At its core, FIRE combines two ordinary ideas and takes them seriously: spend meaningfully less than you earn, and invest the difference consistently so that compound interest does the heavy lifting over time. The higher the gap between what you earn and what you spend, the faster you get there. This guide explains the numbers behind FIRE and the milestones along the way — including a particularly freeing one called Coast FIRE, which you can size up with the Coast FIRE calculator.

Your FIRE number and the 4% rule

The central figure in FIRE is your FIRE number: the amount you need invested to live off your portfolio indefinitely. The most common way to estimate it comes from the 4% rule, a guideline drawn from historical market research suggesting that withdrawing about 4% of a portfolio in the first year of retirement, then adjusting for inflation, has a good chance of lasting a long retirement.

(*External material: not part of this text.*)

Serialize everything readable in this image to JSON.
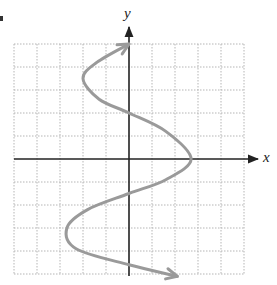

Flip that 4% around and you get a simple shortcut: multiply your annual expenses by 25.

Two things fall out of this immediately. First, your FIRE number is driven by your spending, not your income — someone who lives on less needs a smaller portfolio to be free. Second, the 4% rule is a rule of thumb, not a law. It was based on particular historical periods and assumptions, and real outcomes depend on returns, inflation, taxes, and how long you need the money to last. Many people treat it as a starting estimate and adjust to be conservative.

The flavors of FIRE

Because “retire early” means different things to different people, a handful of variations have grown up around the core idea:

What Coast FIRE means

Coast FIRE is one of the most encouraging milestones on the whole journey, because it arrives long before full independence. You reach Coast FIRE when you have already invested enough that, even if you never contribute another dollar, compounding alone will grow your balance to your full FIRE number by the time you retire.

You still need to cover today’s living costs out of current income. But the retirement piece is, in effect, taken care of on autopilot. You can stop investing for retirement and simply let the existing balance coast the rest of the way.

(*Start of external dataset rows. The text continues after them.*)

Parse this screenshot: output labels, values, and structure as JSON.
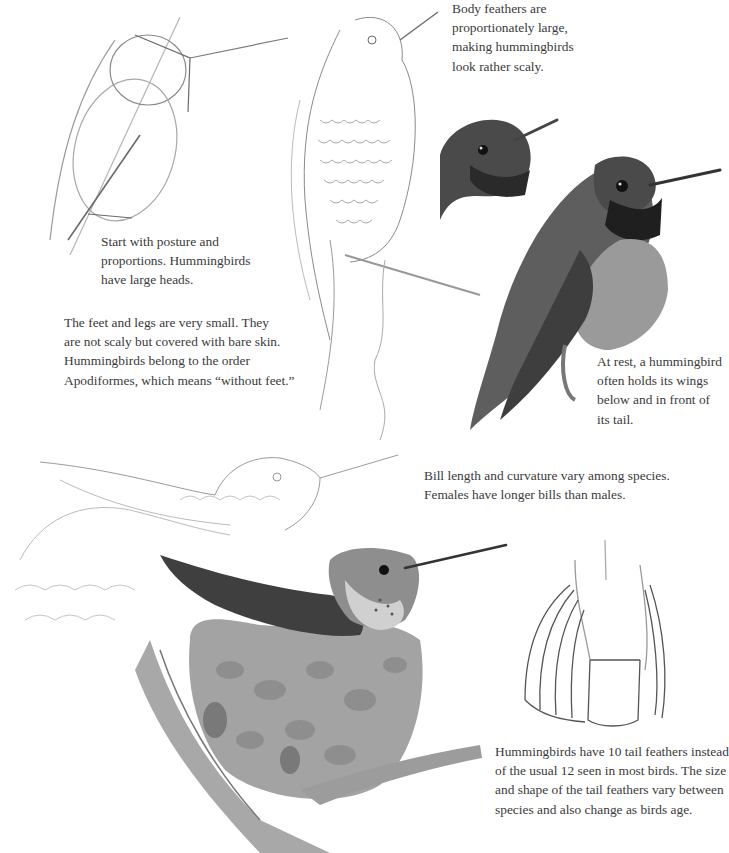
{
  "captions": {
    "body_feathers": "Body feathers are\nproportionately large,\nmaking hummingbirds\nlook rather scaly.",
    "posture": "Start with posture and\nproportions. Hummingbirds\nhave large heads.",
    "feet": "The feet and legs are very small. They\nare not scaly but covered with bare skin.\nHummingbirds belong to the order\nApodiformes, which means “without feet.”",
    "at_rest": "At rest, a hummingbird\noften holds its wings\nbelow and in front of\nits tail.",
    "bill": "Bill length and curvature vary among species.\nFemales have longer bills than males.",
    "tail": "Hummingbirds have 10 tail feathers instead\nof the usual 12 seen in most birds. The size\nand shape of the tail feathers vary between\nspecies and also change as birds age."
  },
  "colors": {
    "paper": "#ffffff",
    "text": "#3a3a3a",
    "pencil": "#8a8a8a",
    "dark_plumage": "#2e2e2e",
    "mid_plumage": "#6d6d6d",
    "nest": "#9a9a9a"
  }
}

The reason this is possible is compound growth. A smaller amount today becomes a much larger amount after enough years, so the further you are from retirement, the smaller the Coast FIRE number needs to be. It is the same engine described in our compound interest guide, viewed from the other end: what seed, planted now, grows into the tree you need later?

A quick Coast FIRE example

Suppose you are 30, want to retire at 60, expect to spend $40,000 a year, and assume a 5% return after inflation. Your FIRE number is about $1,000,000 (that is $40,000 × 25). The Coast FIRE number — the amount that, left untouched, grows to a million over those 30 years — works out to a little over $230,000. If you already have that invested, you are coasting: you could stop retirement contributions today and still expect to arrive on schedule. If you have less, the gap tells you how much further you have to go. The Coast FIRE calculator runs these numbers for your own age, timeline, and expenses.

Why the milestone matters

Hitting Coast FIRE changes your options well before you are fully financially independent. Once your invested balance is coasting toward retirement on its own, you only need to earn enough to cover current expenses. That can open the door to a lower-stress job, part-time work, a career break, or taking a risk on something new — because the long-term piece is already handled. For a lot of people, that flexibility is the real prize, arriving years earlier than “retire early” ever could.

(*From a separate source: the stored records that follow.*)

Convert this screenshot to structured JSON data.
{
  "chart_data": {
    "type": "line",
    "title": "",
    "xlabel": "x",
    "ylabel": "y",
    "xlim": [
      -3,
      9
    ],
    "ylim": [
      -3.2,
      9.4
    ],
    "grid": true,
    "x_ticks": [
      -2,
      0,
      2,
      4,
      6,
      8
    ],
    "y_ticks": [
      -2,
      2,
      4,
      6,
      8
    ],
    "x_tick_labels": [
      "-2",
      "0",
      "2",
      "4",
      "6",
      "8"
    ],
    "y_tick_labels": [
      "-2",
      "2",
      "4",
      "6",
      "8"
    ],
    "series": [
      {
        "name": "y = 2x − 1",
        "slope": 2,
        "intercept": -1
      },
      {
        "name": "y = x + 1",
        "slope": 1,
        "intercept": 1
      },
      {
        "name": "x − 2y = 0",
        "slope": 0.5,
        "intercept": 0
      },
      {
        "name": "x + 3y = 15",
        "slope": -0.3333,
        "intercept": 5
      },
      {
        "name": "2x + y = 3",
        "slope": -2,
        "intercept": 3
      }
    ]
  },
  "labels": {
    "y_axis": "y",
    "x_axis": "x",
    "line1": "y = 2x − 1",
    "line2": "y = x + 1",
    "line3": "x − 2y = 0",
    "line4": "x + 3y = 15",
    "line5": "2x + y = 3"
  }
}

Keep the assumptions honest

FIRE and Coast FIRE both rest on assumptions that deserve respect: a steady return, stable spending, and a withdrawal rate that holds up over decades. Real markets are volatile, a poor run of early returns can change the picture, inflation erodes fixed numbers, and life plans shift. Treat these figures as motivating checkpoints and planning tools rather than guarantees.

This is general educational information, not financial advice. Whether FIRE makes sense for you, and what your numbers should be, depends on your own situation — and a qualified professional can help you pressure-test the plan. But understanding the milestones, especially Coast FIRE, can make the whole idea feel far less abstract and a good deal more reachable.